The Life of a Process
A process isn't just "on" or "off." It goes through a series of states from the moment it's created to the moment it's destroyed. Understanding these states is like understanding the phases of a project โ each one has different rules and possibilities.
The Five Process States
Every process goes through these five states during its lifetime:
- New โ The process is being created. The OS is setting up its data structures, allocating memory, and loading the program code. It hasn't started running yet.
- Ready โ The process is loaded into memory and waiting for the CPU. It's fully prepared to run, but the processor is currently busy with another process. Think of it like waiting in line at a coffee shop โ you know what you want, you're ready to order, but the barista is serving someone else.

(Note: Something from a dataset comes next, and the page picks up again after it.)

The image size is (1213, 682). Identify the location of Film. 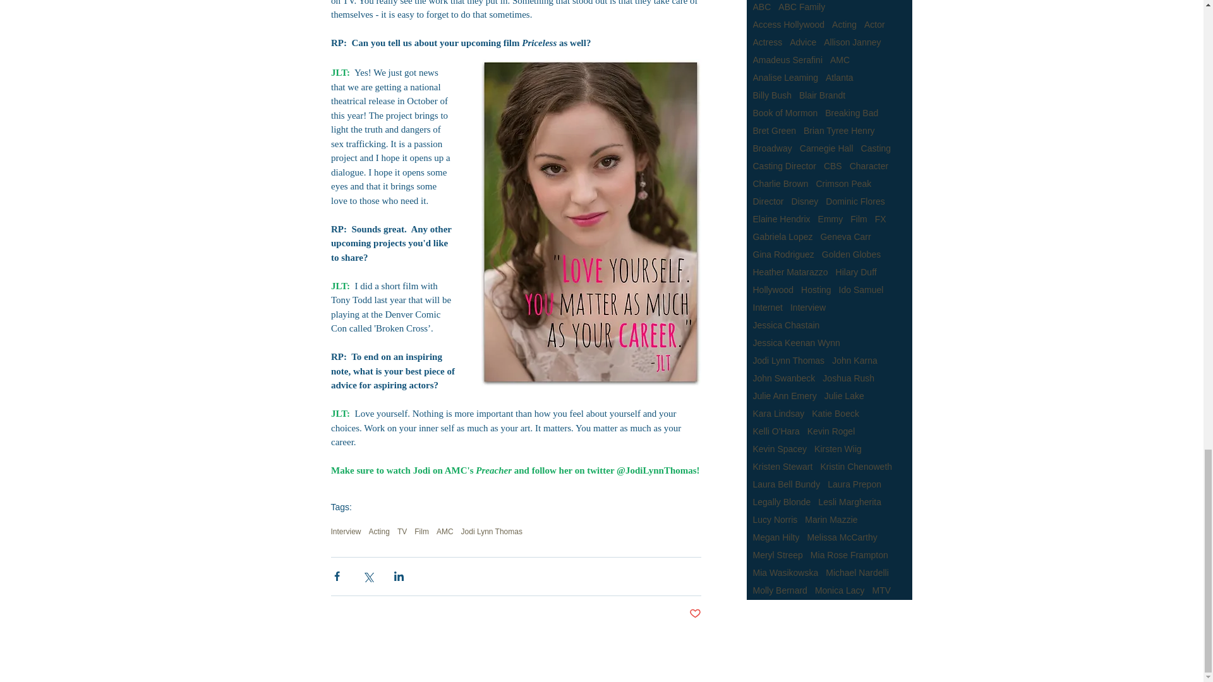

- Running โ The process has the CPU and is actively executing instructions. This is when the actual work happens.
- Waiting โ The process is waiting for something external โ an I/O operation to complete, a signal from another process, or data from a file. It can't run until that event occurs.
- Terminated โ The process has finished executing. The OS is cleaning up its resources, freeing its memory, and removing its data structures.
State Transitions
Processes move between these states based on specific events:
- New โ Ready โ The OS finishes creating the process and moves it to the ready queue.

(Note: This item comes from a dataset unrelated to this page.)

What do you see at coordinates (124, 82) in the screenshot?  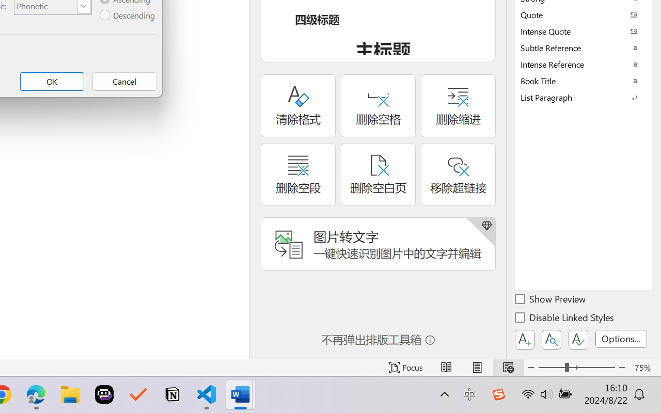 I see `Cancel` at bounding box center [124, 82].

- Ready โ Running โ The scheduler selects this process and assigns it the CPU.
- Running โ Ready โ The process's time slice expires (in time-sharing systems) and it's moved back to the ready queue.

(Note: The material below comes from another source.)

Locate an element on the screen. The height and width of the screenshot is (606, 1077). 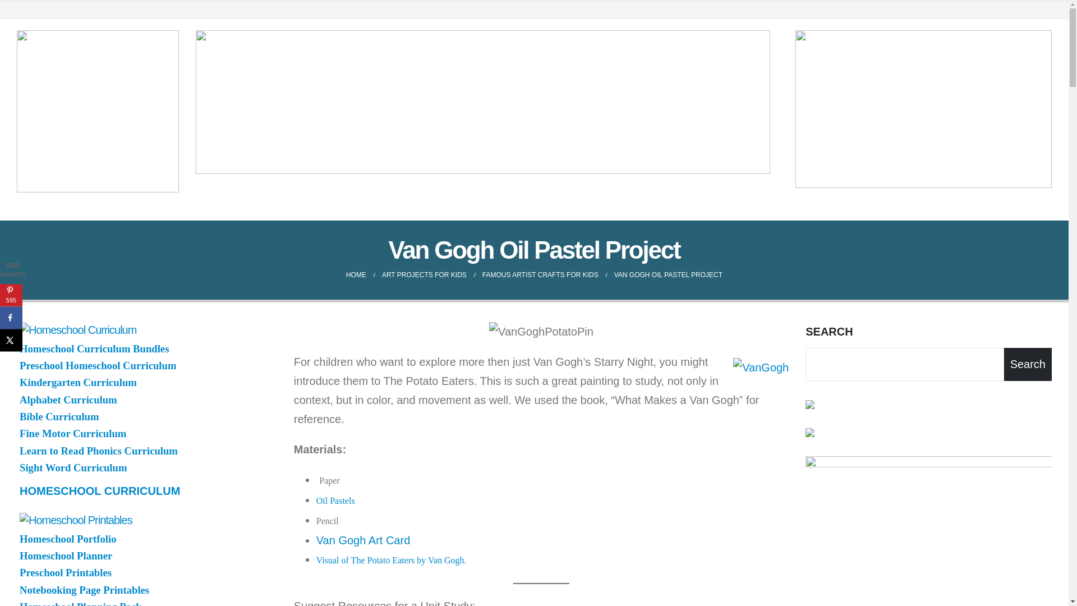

- Running โ Waiting โ The process requests I/O or waits for an event.
- Waiting โ Ready โ The I/O completes or the event occurs, making the process ready to run again.
- Running โ Terminated โ The process finishes execution or is forcibly killed.
These transitions happen constantly. On a typical computer, thousands of state transitions occur every second, all managed by the operating system.
Process State Diagram:
โโโโโโโโโโโโโ
โ NEW โ
โโโโโโโฌโโโโโโ
โ admit
โผ
โโโโโโโโโโโโโ schedule โโโโโโโโโโโโโ
โ READY โ โโโโโโโโโโโโโโโโโ โ RUNNING โ
โโโโโโโฌโโโโโโ โโโโฌโโโฌโโโฌโโโโ
โ โ โ โ
โ timeout โ โ โ terminate
โโโโโโโโโโโโโโโโโโโโโโโโโโโโโโ โ โโโโโโโโ โโโโโโโโโโโโโโ
โ โ TERMINATED โ
โ I/O or โโโโโโโโโโโโโโ
โ event wait
โผ
โโโโโโโโโโโโโ
โ WAITING โ
โโโโโโโฌโโโโโโ
โ I/O complete
โโโโโโโโโโโโ READY
The Ready Queue
When multiple processes are ready to run, they're placed in a ready queue. This isn't necessarily a physical queue โ it could be a linked list, a priority tree, or some other data structure. The important thing is that the scheduler picks processes from this queue to run on the CPU.
In a system with 200 processes running, maybe only 4 are actually using CPUs at any given moment. The rest are waiting in the ready queue or stuck in the waiting state. The scheduler's job is to decide which process gets to run next โ and we'll explore the algorithms it uses in a later lesson.